Friday, July 06, 2007

July 6, 2007--Fanaticism LXXXII: Human Penguins

Who was it, Santayana, who said: “Those who cannot remember history are condemned to repeat it”?

There are apparently some who both lived and remember history but are still in danger of having to repeat it. Case in point—a Holocaust survivor, a respected German-Jewish writer who lives in Cologne, Ralph Giordano. He has been leading the opposition to plans to construct Germany’s biggest mosque in this ancient city, home already to Germany’s largest Catholic cathedral and a significant number of surviving synagogues.

Fortunately Herr Giordano is not in the vocal majority, though who knows what most in their hearts really feel about the Islamification of Germany.

Thirty or so years ago industrial growth was so rapid that Germany needed to “invite” so-called “guest workers” to come for what they thought would be a while to do the work for which there were insufficient local workers or to take on mechanical and service tasks that young Germans were no longer willing to endure.

Well, nearly 3.0 million guests stayed on to become a version of permanent immigrants. Many came from rural parts of Islamic Turkey and brought with them their traditional forms of culture and religion. Depending on who you listen to, they either refused to learn German or any of the local customs, thus resisting calls to become integrated; or they were not welcomed by the “real” Germans and thus frustrated retreated into their own ethnic enclaves and ways of life.

Considering that the 9/11 plot was largely hatched in Hamburg, this latter view is not widely accepted or popular. But it may be closer to the truth as Germans struggle more and more with the proliferation, symbolically and concretely, of mosques next door. Even the one planned for Cologne, which is intentionally designed to be “modest” in size (the minarets at 180 feet tall would be only a third the height of the cathedral’s spires) and open and welcoming in feeling with its clear glass walls has engendered opposition if not ambivalence. Cologne’s Catholic leader, Cardinal Joachim Meisner, is not exactly opposed to its construction but said, “I don’t want to say I’m afraid, but I have an uneasy feeling.” (See linked NY Times article.)

But the one who should have the uneasiest of feelings should be Ralph Giordano himself. He who remembers from his own life the requirement under the Nazis for Jews to wear yellow Stars of David and the subsequent roundup and slaughter of most of his family, he above all should be very careful about what he advocates for fear of what that could call down upon any people, including himself, who embrace opinions, culture, and religious practices that are not sheltered within the majority.

He views mosques in Germany as “symbols of a parallel world.” He does not want to see women in the streets of Germany wearing burqas.” He says, “I’m insulted by that—not by the women themselves, but by the people who turned them into human penguins.”

Perhaps he is too old and addled to recall what his fellow Jews were called not so many years ago on those very same streets.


Exercise goal ->
Each line holding the word "elements" must appear in the answer, copied from the entries.
"""
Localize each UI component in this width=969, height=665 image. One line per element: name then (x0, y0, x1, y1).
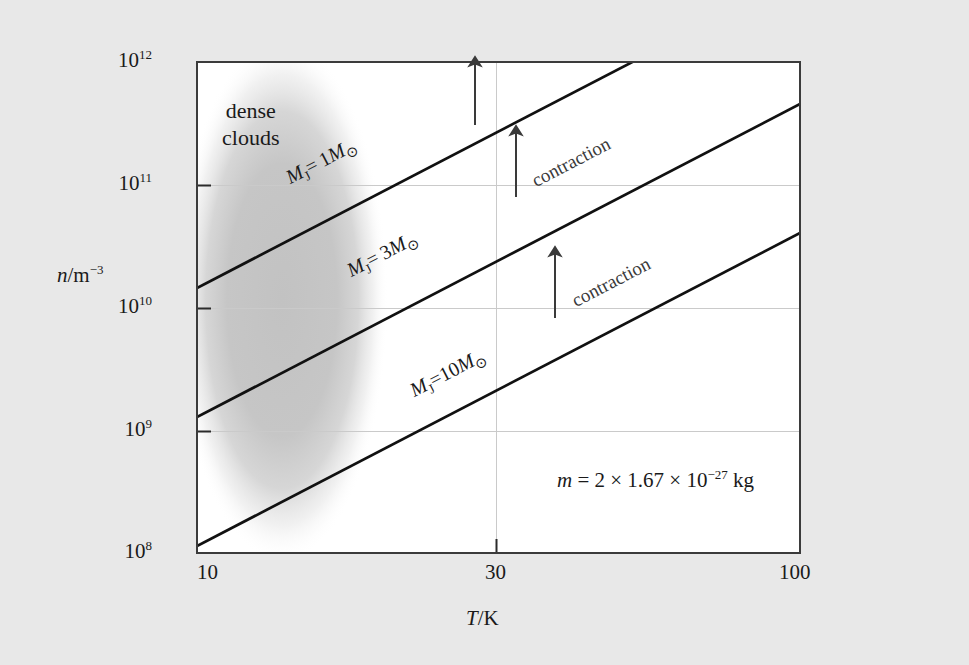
xtick-label-30: 30 (485, 562, 506, 583)
mass-formula-annotation: m = 2 × 1.67 × 10−27 kg (557, 470, 754, 491)
ytick-label-1e11: 1011 (118, 173, 152, 194)
ytick-label-1e12: 1012 (118, 50, 152, 71)
ytick-label-1e9: 109 (124, 419, 152, 440)
ytick-label-1e10: 1010 (118, 296, 152, 317)
dense-clouds-line-1: dense (222, 98, 279, 125)
y-axis-label: n/m−3 (57, 265, 104, 286)
xtick-label-10: 10 (197, 562, 218, 583)
ytick-label-1e8: 108 (124, 541, 152, 562)
dense-clouds-line-2: clouds (222, 125, 279, 152)
dense-clouds-region (176, 38, 388, 562)
x-axis-label: T/K (466, 608, 499, 629)
xtick-label-100: 100 (779, 562, 811, 583)
figure-canvas: 1012 1011 1010 109 108 n/m−3 10 30 100 T… (0, 0, 969, 665)
dense-clouds-label: dense clouds (222, 98, 279, 152)
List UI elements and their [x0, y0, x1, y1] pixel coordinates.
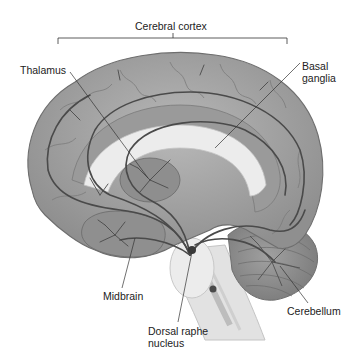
- label-basal-ganglia-line1: Basal: [302, 60, 336, 72]
- label-dorsal-raphe-nucleus: Dorsal raphe nucleus: [148, 325, 208, 349]
- label-midbrain: Midbrain: [103, 290, 143, 302]
- label-dorsal-raphe-line1: Dorsal raphe: [148, 325, 208, 337]
- lower-raphe-dot: [210, 286, 217, 293]
- label-thalamus: Thalamus: [20, 64, 66, 76]
- label-cerebral-cortex: Cerebral cortex: [135, 20, 207, 32]
- label-basal-ganglia-line2: ganglia: [302, 72, 336, 84]
- cerebral-cortex-bracket: [58, 33, 287, 44]
- cerebrum: [28, 52, 323, 257]
- label-dorsal-raphe-line2: nucleus: [148, 337, 208, 349]
- brain-diagram: [0, 0, 361, 355]
- label-cerebellum: Cerebellum: [287, 305, 341, 317]
- label-basal-ganglia: Basal ganglia: [302, 60, 336, 84]
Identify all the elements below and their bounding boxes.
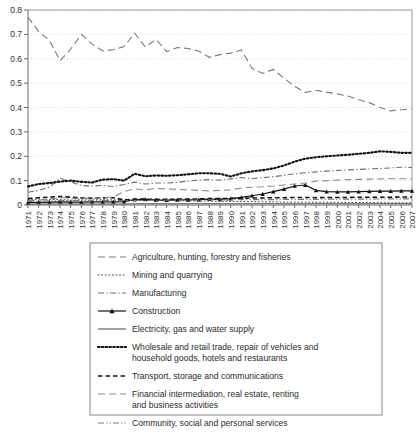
x-tick-label: 1971 [24, 210, 33, 228]
series-line-0 [28, 17, 412, 111]
x-tick-label: 2005 [387, 210, 396, 228]
y-tick-label: 0.2 [10, 151, 22, 161]
x-tick-label: 1987 [195, 210, 204, 228]
x-tick-label: 1978 [99, 210, 108, 228]
y-tick-label: 0.7 [10, 29, 22, 39]
x-tick-label: 1991 [238, 210, 247, 228]
x-tick-label: 1986 [184, 210, 193, 228]
x-tick-label: 1989 [216, 210, 225, 228]
y-tick-label: 0.4 [10, 103, 22, 113]
x-tick-label: 1996 [291, 210, 300, 228]
x-tick-label: 1974 [56, 210, 65, 228]
x-tick-label: 2001 [344, 210, 353, 228]
x-tick-label: 1981 [131, 210, 140, 228]
legend-label-7: Financial intermediation, real estate, r… [132, 389, 299, 399]
x-tick-label: 1994 [270, 210, 279, 228]
line-chart-plot: 00.10.20.30.40.50.60.70.8197119721973197… [0, 0, 420, 439]
x-tick-label: 1972 [35, 210, 44, 228]
y-tick-label: 0 [17, 200, 22, 210]
legend-label-8: Community, social and personal services [132, 418, 288, 428]
y-tick-label: 0.1 [10, 176, 22, 186]
x-tick-label: 1993 [259, 210, 268, 228]
x-tick-label: 1998 [312, 210, 321, 228]
x-tick-label: 2000 [334, 210, 343, 228]
x-tick-label: 1973 [46, 210, 55, 228]
x-tick-label: 1990 [227, 210, 236, 228]
x-tick-label: 1976 [78, 210, 87, 228]
series-line-5 [28, 151, 412, 186]
y-tick-label: 0.6 [10, 54, 22, 64]
y-tick-label: 0.5 [10, 78, 22, 88]
series-group [26, 17, 414, 204]
legend-label-0: Agriculture, hunting, forestry and fishe… [132, 252, 291, 262]
x-tick-label: 1985 [174, 210, 183, 228]
legend: Agriculture, hunting, forestry and fishe… [90, 243, 382, 428]
x-tick-label: 2004 [376, 210, 385, 228]
x-tick-label: 2002 [355, 210, 364, 228]
x-tick-label: 1982 [142, 210, 151, 228]
x-tick-label: 1995 [280, 210, 289, 228]
legend-label-4: Electricity, gas and water supply [132, 324, 255, 334]
x-tick-label: 1997 [302, 210, 311, 228]
x-tick-label: 1984 [163, 210, 172, 228]
series-line-2 [28, 167, 412, 192]
x-tick-label: 1980 [120, 210, 129, 228]
legend-label-3: Construction [132, 306, 180, 316]
x-tick-label: 1992 [248, 210, 257, 228]
legend-label-2: Manufacturing [132, 288, 187, 298]
x-tick-label: 2006 [398, 210, 407, 228]
y-tick-label: 0.3 [10, 127, 22, 137]
legend-label-1: Mining and quarrying [132, 270, 212, 280]
x-axis-labels: 1971197219731974197519761977197819791980… [24, 205, 417, 229]
legend-label-5: Wholesale and retail trade, repair of ve… [132, 342, 319, 352]
legend-label-6: Transport, storage and communications [132, 371, 283, 381]
x-tick-label: 1975 [67, 210, 76, 228]
x-tick-label: 1988 [206, 210, 215, 228]
legend-label-5-line2: household goods, hotels and restaurants [132, 353, 287, 363]
x-tick-label: 1977 [88, 210, 97, 228]
y-tick-label: 0.8 [10, 5, 22, 15]
x-tick-label: 1999 [323, 210, 332, 228]
x-tick-label: 2007 [408, 210, 417, 228]
x-tick-label: 1979 [110, 210, 119, 228]
chart-figure: 00.10.20.30.40.50.60.70.8197119721973197… [0, 0, 420, 439]
y-gridlines: 00.10.20.30.40.50.60.70.8 [10, 5, 412, 210]
legend-label-7-line2: and business activities [132, 400, 218, 410]
x-tick-label: 1983 [152, 210, 161, 228]
x-tick-label: 2003 [366, 210, 375, 228]
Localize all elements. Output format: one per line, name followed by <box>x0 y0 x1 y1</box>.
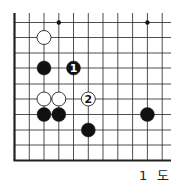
black-stone <box>81 123 95 137</box>
black-stone <box>52 108 66 122</box>
black-stone <box>37 61 51 75</box>
white-stone-2: 2 <box>81 92 95 106</box>
black-stone <box>140 108 154 122</box>
star-point <box>57 20 61 24</box>
move-number: 1 <box>70 62 78 75</box>
white-stone <box>37 92 51 106</box>
black-stone-1: 1 <box>67 61 81 75</box>
go-board: 12 <box>0 0 181 181</box>
move-number: 2 <box>84 93 92 106</box>
white-stone <box>52 92 66 106</box>
diagram-caption: 1 도 <box>139 165 172 181</box>
star-point <box>145 20 149 24</box>
black-stone <box>37 108 51 122</box>
white-stone <box>37 31 51 45</box>
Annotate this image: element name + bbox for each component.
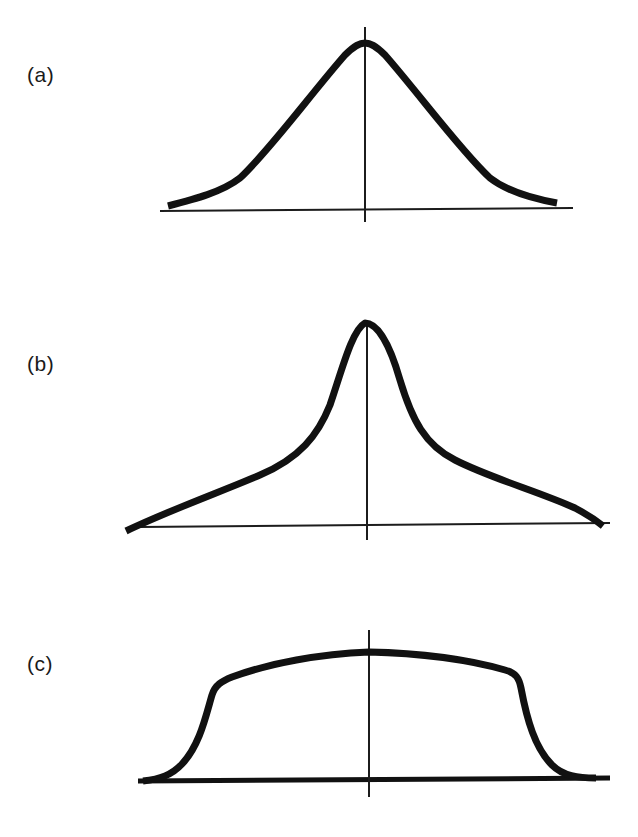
panel-c [138, 630, 610, 797]
panel-a-baseline [160, 208, 573, 211]
panel-c-baseline [138, 778, 610, 781]
panel-b-baseline [140, 523, 610, 527]
panel-a [160, 27, 573, 222]
panel-b [126, 322, 610, 540]
panel-a-bell-curve [168, 43, 557, 206]
panel-b-peaked-curve [126, 323, 603, 531]
distribution-figure [0, 0, 638, 837]
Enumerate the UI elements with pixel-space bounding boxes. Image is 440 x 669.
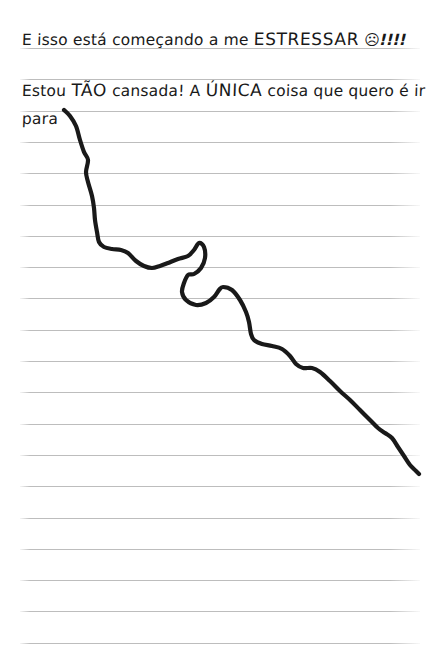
text-segment: coisa que quero é ir <box>262 82 425 100</box>
ruled-line <box>20 330 420 331</box>
text-segment: !!!! <box>380 31 407 49</box>
text-segment: Estou <box>22 82 72 100</box>
ruled-line <box>20 205 420 206</box>
text-segment: TÃO <box>71 80 107 100</box>
ruled-line <box>20 298 420 299</box>
ruled-line <box>20 236 420 237</box>
ruled-line <box>20 361 420 362</box>
text-segment: cansada! A <box>107 82 206 100</box>
ruled-line <box>20 580 420 581</box>
ruled-lines-layer <box>0 0 440 669</box>
text-segment: para <box>22 110 59 128</box>
ruled-line <box>20 643 420 644</box>
ruled-line <box>20 518 420 519</box>
hand-drawn-descending-curve <box>0 0 440 669</box>
text-segment: ÚNICA <box>205 80 262 100</box>
ruled-line <box>20 611 420 612</box>
journal-text-line-3: para <box>22 110 59 128</box>
ruled-line <box>20 455 420 456</box>
ruled-line <box>20 173 420 174</box>
curve-path <box>64 110 419 474</box>
text-segment: E isso está começando a me <box>22 31 254 49</box>
ruled-line <box>20 549 420 550</box>
notebook-page: E isso está começando a me ESTRESSAR ☹!!… <box>0 0 440 669</box>
ruled-line <box>20 142 420 143</box>
journal-text-line-2: Estou TÃO cansada! A ÚNICA coisa que que… <box>22 80 426 100</box>
ruled-line <box>20 392 420 393</box>
ruled-line <box>20 267 420 268</box>
text-segment: ESTRESSAR <box>253 29 359 49</box>
text-segment: ☹ <box>364 31 380 49</box>
ruled-line <box>20 424 420 425</box>
journal-text-line-1: E isso está começando a me ESTRESSAR ☹!!… <box>22 29 407 49</box>
ruled-line <box>20 111 420 112</box>
ruled-line <box>20 486 420 487</box>
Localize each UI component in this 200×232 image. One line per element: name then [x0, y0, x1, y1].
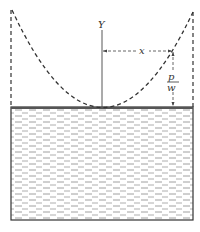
- x-dimension-label: x: [139, 45, 145, 56]
- x-arrow-left-icon: [103, 50, 107, 53]
- pressure-denominator: w: [167, 82, 176, 93]
- pressure-numerator: p: [168, 71, 175, 82]
- water-body: [11, 107, 193, 220]
- p-arrow-down-icon: [172, 102, 175, 106]
- y-axis-label: Y: [98, 19, 106, 30]
- p-arrow-up-icon: [172, 52, 175, 56]
- paraboloid-diagram: Y x p w: [0, 0, 200, 232]
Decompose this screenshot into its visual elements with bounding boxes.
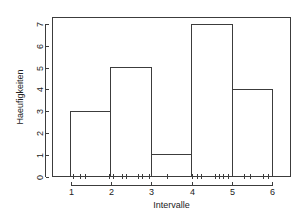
histogram-bar — [111, 68, 151, 177]
y-axis-tick-label: 4 — [35, 87, 45, 92]
x-axis-tick-label: 4 — [190, 187, 195, 197]
histogram-bar — [71, 111, 111, 176]
plot-frame — [53, 18, 291, 177]
y-axis-tick-label: 5 — [35, 66, 45, 71]
histogram-plot: 12345601234567IntervalleHaeufigkeiten — [0, 0, 307, 220]
x-axis: 123456 — [69, 182, 275, 197]
y-axis-title: Haeufigkeiten — [15, 69, 25, 124]
histogram-figure: 12345601234567IntervalleHaeufigkeiten — [0, 0, 307, 220]
y-axis-tick-label: 6 — [35, 44, 45, 49]
y-axis-tick-label: 3 — [35, 109, 45, 114]
x-axis-title: Intervalle — [153, 200, 190, 210]
bars-group — [71, 24, 273, 176]
y-axis-tick-label: 2 — [35, 131, 45, 136]
x-axis-tick-label: 5 — [230, 187, 235, 197]
y-axis-tick-label: 7 — [35, 22, 45, 27]
histogram-bar — [232, 89, 272, 176]
y-axis-tick-label: 0 — [35, 175, 45, 180]
y-axis-tick-label: 1 — [35, 153, 45, 158]
x-axis-tick-label: 2 — [109, 187, 114, 197]
x-axis-tick-label: 1 — [69, 187, 74, 197]
x-axis-tick-label: 3 — [149, 187, 154, 197]
histogram-bar — [151, 155, 191, 177]
x-axis-tick-label: 6 — [270, 187, 275, 197]
y-axis: 01234567 — [35, 22, 50, 180]
histogram-bar — [192, 24, 232, 176]
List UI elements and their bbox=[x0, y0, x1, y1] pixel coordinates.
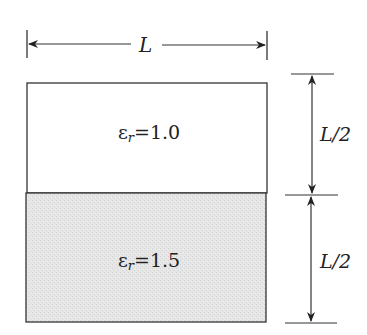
upper-height-label: L/2 bbox=[320, 125, 351, 144]
permittivity-value: 1.0 bbox=[150, 121, 180, 143]
permittivity-value: 1.5 bbox=[150, 249, 180, 271]
lower-height-label: L/2 bbox=[320, 252, 351, 271]
diagram-canvas: L εr=1.0 εr=1.5 L/2 L/2 bbox=[0, 0, 367, 335]
upper-permittivity-label: εr=1.0 bbox=[118, 123, 180, 144]
equals-sign: = bbox=[134, 249, 150, 271]
height-dimension bbox=[285, 74, 338, 323]
epsilon-symbol: ε bbox=[118, 249, 128, 271]
epsilon-symbol: ε bbox=[118, 121, 128, 143]
width-label: L bbox=[139, 35, 152, 55]
diagram-lines bbox=[0, 0, 367, 335]
equals-sign: = bbox=[134, 121, 150, 143]
lower-permittivity-label: εr=1.5 bbox=[118, 251, 180, 272]
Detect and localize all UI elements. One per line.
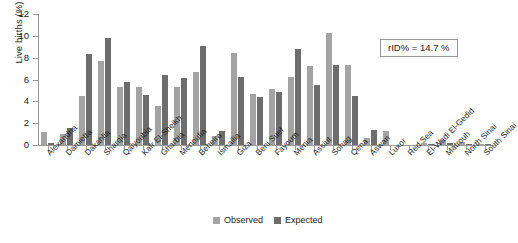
bar-group [79,14,92,145]
y-tick-label: 6 [5,75,29,85]
bar-group [326,14,339,145]
bar-group [364,14,377,145]
legend-label: Observed [224,216,263,225]
bar-expected [333,65,339,145]
bar-group [41,14,54,145]
bar-group [231,14,244,145]
bar-group [212,14,225,145]
bar-group [421,14,434,145]
chart-legend: ObservedExpected [213,216,323,225]
bar-group [383,14,396,145]
bar-expected [314,85,320,145]
bar-group [288,14,301,145]
legend-item: Observed [213,216,263,225]
bar-expected [352,96,358,145]
legend-swatch [213,217,220,224]
bar-group [402,14,415,145]
y-tick-label: 4 [5,96,29,106]
bar-group [307,14,320,145]
legend-swatch [274,217,281,224]
bar-group [345,14,358,145]
bar-group [250,14,263,145]
bar-group [117,14,130,145]
bar-observed [307,66,313,145]
y-tick-label: 2 [5,118,29,128]
y-tick-mark [33,145,38,146]
y-tick-label: 0 [5,140,29,150]
y-tick-label: 12 [5,9,29,19]
bar-observed [41,132,47,145]
legend-label: Expected [285,216,323,225]
rid-annotation-box: rID% = 14.7 % [380,39,458,57]
bar-observed [326,33,332,145]
y-tick-label: 8 [5,53,29,63]
bar-observed [250,94,256,145]
bar-expected [257,97,263,145]
legend-item: Expected [274,216,323,225]
plot-area [38,14,494,145]
y-tick-label: 10 [5,31,29,41]
bar-group [193,14,206,145]
bar-observed [345,65,351,145]
bar-group [98,14,111,145]
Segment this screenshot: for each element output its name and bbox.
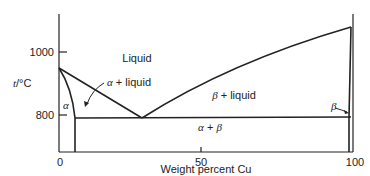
x-tick-label-100: 100	[346, 156, 364, 168]
solidus-beta	[349, 27, 351, 117]
x-axis-label: Weight percent Cu	[161, 163, 252, 175]
region-alpha-liquid: α + liquid	[107, 76, 151, 88]
x-tick-label-0: 0	[57, 156, 63, 168]
liquidus-right	[142, 27, 351, 118]
region-beta: β	[330, 100, 337, 112]
eutectic-line	[75, 117, 351, 118]
phase-diagram: 1000 800 t/°C 0 50 100 Weight percent Cu…	[0, 0, 370, 176]
region-beta-liquid: β + liquid	[211, 89, 256, 101]
region-alpha-beta: α + β	[198, 121, 222, 133]
region-alpha: α	[63, 99, 69, 111]
phase-boundaries	[59, 27, 351, 152]
y-axis-label: t/°C	[13, 77, 32, 89]
beta-arrowhead	[344, 110, 349, 114]
region-liquid: Liquid	[122, 52, 151, 64]
y-tick-label-1000: 1000	[30, 46, 54, 58]
y-tick-label-800: 800	[36, 109, 54, 121]
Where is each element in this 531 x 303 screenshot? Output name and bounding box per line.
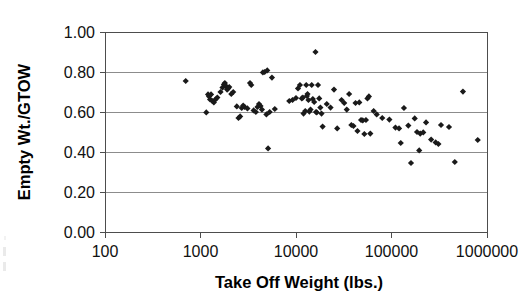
scatter-chart: 0.000.200.400.600.801.00 100100010000100… [0, 0, 531, 303]
data-point [452, 159, 458, 165]
x-axis-title: Take Off Weight (lbs.) [215, 273, 383, 291]
data-point [203, 109, 209, 115]
data-point [412, 115, 418, 121]
data-point [272, 106, 278, 112]
data-point [386, 117, 392, 123]
data-point [312, 49, 318, 55]
y-tick-label: 0.40 [64, 144, 95, 161]
y-axis-tick-labels: 0.000.200.400.600.801.00 [64, 24, 95, 241]
data-point [401, 105, 407, 111]
data-point [356, 99, 362, 105]
data-point [460, 89, 466, 95]
data-point [269, 75, 275, 81]
x-axis-ticks [105, 232, 487, 238]
data-point [405, 123, 411, 129]
data-point [309, 82, 315, 88]
data-point [354, 128, 360, 134]
data-point [367, 131, 373, 137]
data-point [234, 103, 240, 109]
data-point [183, 78, 189, 84]
x-tick-label: 1000000 [456, 243, 518, 260]
y-tick-label: 0.80 [64, 64, 95, 81]
data-point [416, 147, 422, 153]
data-point [320, 124, 326, 130]
data-point [318, 111, 324, 117]
data-point [331, 87, 337, 93]
data-point [334, 125, 340, 131]
data-point [423, 119, 429, 125]
x-axis-tick-labels: 1001000100001000001000000 [92, 243, 519, 260]
data-points [183, 49, 481, 166]
x-tick-label: 1000 [183, 243, 219, 260]
data-point [315, 82, 321, 88]
data-point [265, 145, 271, 151]
data-point [314, 109, 320, 115]
data-point [303, 82, 309, 88]
chart-canvas: 0.000.200.400.600.801.00 100100010000100… [0, 0, 531, 303]
data-point [379, 115, 385, 121]
y-axis-ticks [100, 32, 105, 232]
gridlines [105, 32, 487, 232]
plot-frame [105, 32, 487, 232]
x-tick-label: 100 [92, 243, 119, 260]
y-tick-label: 1.00 [64, 24, 95, 41]
data-point [475, 137, 481, 143]
data-point [398, 140, 404, 146]
data-point [317, 105, 323, 111]
data-point [408, 160, 414, 166]
x-tick-label: 100000 [365, 243, 418, 260]
data-point [361, 131, 367, 137]
y-axis-title: Empty Wt./GTOW [15, 63, 33, 200]
data-point [446, 124, 452, 130]
data-point [346, 91, 352, 97]
y-tick-label: 0.20 [64, 184, 95, 201]
y-tick-label: 0.00 [64, 224, 95, 241]
y-tick-label: 0.60 [64, 104, 95, 121]
data-point [438, 122, 444, 128]
data-point [316, 95, 322, 101]
x-tick-label: 10000 [274, 243, 319, 260]
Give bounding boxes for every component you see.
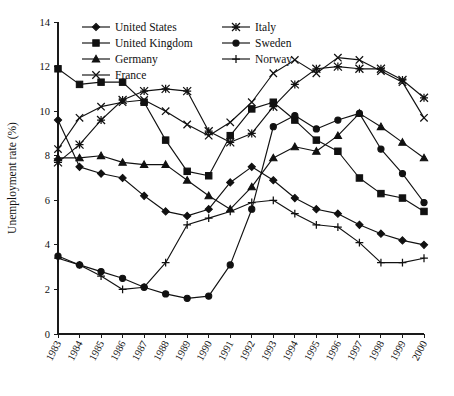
"""
Response to the task ->
List UI elements and their [x0, y0, x1, y1] pixel coordinates.
Identify all the elements below and their bounding boxes.
Localize all elements. Output format: one per line, name followed by <box>x0 y0 x1 y1</box>.
Enumerate the UI elements with pixel-space bounding boxes. Image is 440 x 669.
Decompose this screenshot into its visual elements with bounding boxes.
List UI elements and their bbox=[x0, y0, x1, y1] pixel coordinates.
Detect and localize all UI elements. One per line.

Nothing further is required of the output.